The majority of students will never be charged the full sticker price of a school. Rather, they are offered a financial aid plan that includes a mix of loans, grants, scholarships, and possibly work-study opportunities. The total cost of going to American College of Healthcare and Technology can seem tremendous, but do not forget that almost all students are given some form of financial help.
Just what financing solutions does ACHT deliver, and just what are you going to be eligible for? Keep scrolling for answers. Keep scrolling to see what amount of financial assistance could be accessible to you.
The amount of financial aid and scholarships you are eligible for will vary depending on your family’s income. Read on to get a sense of the financial assistance available at American College of Healthcare and Technology.
Financial assistance, available as scholarships, loans, and work-study, is a way schools lower the price of attendance so many students can enroll. Bear in mind that not all aid is equal, and the amount any one student receives can vary widely.
For incoming first-year students at American College of Healthcare and Technology, 96% of first-time, full-time freshmen received some form of financial aid roughly 281 new students).

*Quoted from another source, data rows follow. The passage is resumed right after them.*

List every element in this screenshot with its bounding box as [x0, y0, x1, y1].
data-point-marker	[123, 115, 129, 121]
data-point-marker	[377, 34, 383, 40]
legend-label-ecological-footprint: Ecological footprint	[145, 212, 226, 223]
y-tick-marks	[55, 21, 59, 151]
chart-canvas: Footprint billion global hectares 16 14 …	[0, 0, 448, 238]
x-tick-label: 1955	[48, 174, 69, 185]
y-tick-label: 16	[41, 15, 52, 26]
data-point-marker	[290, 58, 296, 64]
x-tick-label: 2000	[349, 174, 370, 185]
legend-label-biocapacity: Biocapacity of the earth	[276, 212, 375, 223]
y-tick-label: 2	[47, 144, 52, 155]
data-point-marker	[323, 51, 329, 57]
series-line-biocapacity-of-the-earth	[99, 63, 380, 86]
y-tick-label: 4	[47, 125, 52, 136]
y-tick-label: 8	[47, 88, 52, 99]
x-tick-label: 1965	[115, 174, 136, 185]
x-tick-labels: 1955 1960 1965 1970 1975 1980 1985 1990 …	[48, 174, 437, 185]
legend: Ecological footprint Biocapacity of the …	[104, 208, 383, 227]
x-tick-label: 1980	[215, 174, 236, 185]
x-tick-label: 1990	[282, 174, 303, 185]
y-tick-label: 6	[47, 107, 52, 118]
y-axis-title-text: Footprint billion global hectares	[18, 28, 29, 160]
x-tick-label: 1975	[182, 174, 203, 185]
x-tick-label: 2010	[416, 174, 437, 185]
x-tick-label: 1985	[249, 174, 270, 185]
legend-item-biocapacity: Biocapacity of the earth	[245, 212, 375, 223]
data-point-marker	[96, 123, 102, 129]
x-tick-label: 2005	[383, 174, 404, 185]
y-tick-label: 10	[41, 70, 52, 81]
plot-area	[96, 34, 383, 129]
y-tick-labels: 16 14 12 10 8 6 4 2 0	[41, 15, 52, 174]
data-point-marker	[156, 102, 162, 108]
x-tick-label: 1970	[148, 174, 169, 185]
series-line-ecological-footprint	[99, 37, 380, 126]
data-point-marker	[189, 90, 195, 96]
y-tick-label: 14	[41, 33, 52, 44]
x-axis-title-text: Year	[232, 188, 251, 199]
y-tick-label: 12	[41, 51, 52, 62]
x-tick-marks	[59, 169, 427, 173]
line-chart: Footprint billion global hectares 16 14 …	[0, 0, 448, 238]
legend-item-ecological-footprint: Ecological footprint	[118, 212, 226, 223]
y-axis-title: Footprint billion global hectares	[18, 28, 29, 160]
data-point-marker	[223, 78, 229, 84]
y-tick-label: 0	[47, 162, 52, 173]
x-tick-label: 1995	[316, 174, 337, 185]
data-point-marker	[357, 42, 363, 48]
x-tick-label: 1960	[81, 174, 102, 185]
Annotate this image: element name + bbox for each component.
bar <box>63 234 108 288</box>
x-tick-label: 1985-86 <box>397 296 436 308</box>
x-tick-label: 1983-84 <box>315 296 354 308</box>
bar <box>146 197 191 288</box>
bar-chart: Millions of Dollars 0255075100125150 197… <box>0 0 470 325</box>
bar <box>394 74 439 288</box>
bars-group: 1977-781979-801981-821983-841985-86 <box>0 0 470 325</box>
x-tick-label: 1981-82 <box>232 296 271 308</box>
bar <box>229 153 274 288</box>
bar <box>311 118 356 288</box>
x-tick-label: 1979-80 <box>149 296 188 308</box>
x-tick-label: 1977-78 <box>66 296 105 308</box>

| Type of Aid | % of Freshmen Receiving | Average Amount |
|---|---|---|
| Grant or scholarship aid (all sources) | 86% | $6,914 |
| Institutional grants & scholarships | 0% | — |
| Federal Pell grants | 85% | $6,428 |
| State/local grants | 8% | $4,210 |
| Federal student loans | 86% | $9,179 |
Gift aid — grants and scholarships — beats loans every time because none of it has to be repaid. Here, about 86% of undergraduate students received gift aid averaging $6,809 (across roughly 412 students).
| Award | % of Undergrads Receiving | Average Amount |
|---|---|---|
| Grant or scholarship aid (all sources) | 86% | $6,809 |
| Federal Pell grants | 86% | $6,433 |
| Federal student loans | 84% | $9,614 |
Title-IV recipients living on campus saw average grant aid of $5,811.
Need-based aid means lower-income families typically pay far less than the sticker price suggests.
| Family Income | Average Net Price |
|---|---|
| $0 – $48,000 | $14,485 |
| $30,001 – $75,000 | $15,619 |
| Over $75,000 | $19,187 |
Remember these are net prices — what families pay after gift aid, not before.
Net price is the cost remaining after grant and scholarship aid is subtracted from the sticker price, and it is the most useful single number for estimating real cost.
| Cohort | Average Net Price |
|---|---|
| On-campus title-IV students | $19,649 |
| Off-campus title-IV students | $19,094 |
For a personalized estimate based on your family’s financial situation, use ACHT’s NPC: www.ach.edu/getting-started/financial-aid/net-price-calculator/.
The median federal debt load at ACHT comes to $9,500 of federal borrowing.
| Metric | Amount |
|---|---|
| Median federal debt (all student-aid borrowers) | $9,500 |
| Median federal debt (graduates only) | $9,500 |
| Typical 10-year monthly payment (graduates) | $100.72/mo |
Spreading the median graduate debt over a standard 10-year repayment schedule works out to roughly the monthly payment shown above.
A single median figure conceals how much debt outcomes differ student to student. Use the percentiles below to see the debt range at ACHT.
| Percentile | Cumulative Federal Debt |
|---|---|
| 10th percentile (lowest-debt students) | $4,750 |
| 25th percentile | $9,500 |
| 75th percentile | $9,500 |
| 90th percentile (highest-debt students) | $19,830 |
Median debt varies by family income, by first-generation status, and by dependency status.
By Family Income
| Income tier | Median federal debt |
|---|---|
| Low income | $9,500 |
| Middle income | $5,500 |
| High income | $5,500 |
First-Gen vs Continuing-Gen Median Debt
| Cohort | Median federal debt |
|---|---|
| First-generation students | $9,500 |
| Continuing-generation students | $9,500 |
Dependency-Status Comparison
| Cohort | Median federal debt |
|---|---|
| Dependent students | $5,500 |
| Independent students | $9,500 |
The Department of Education computes summary indicators that describe debt outcomes at a glance. ACHT.
The Stafford program is the federal direct-loan vehicle most undergraduates use. These figures summarize annual Stafford program activity at ACHT:
| Metric | Value |
|---|---|
| Stafford loan recipients | 4164 |
| Total Stafford loan amount | $41,322,034 |
GI Bill and DoD Tuition Assistance are the two federal aid programs targeted at military-affiliated students.
GI Bill volume
| Metric | Value |
|---|---|
| GI Bill recipients | 12 |
| Total GI Bill amount | $211,878 |
| Average GI Bill amount per recipient | $17,657 |
References
More about our data sources and methodologies.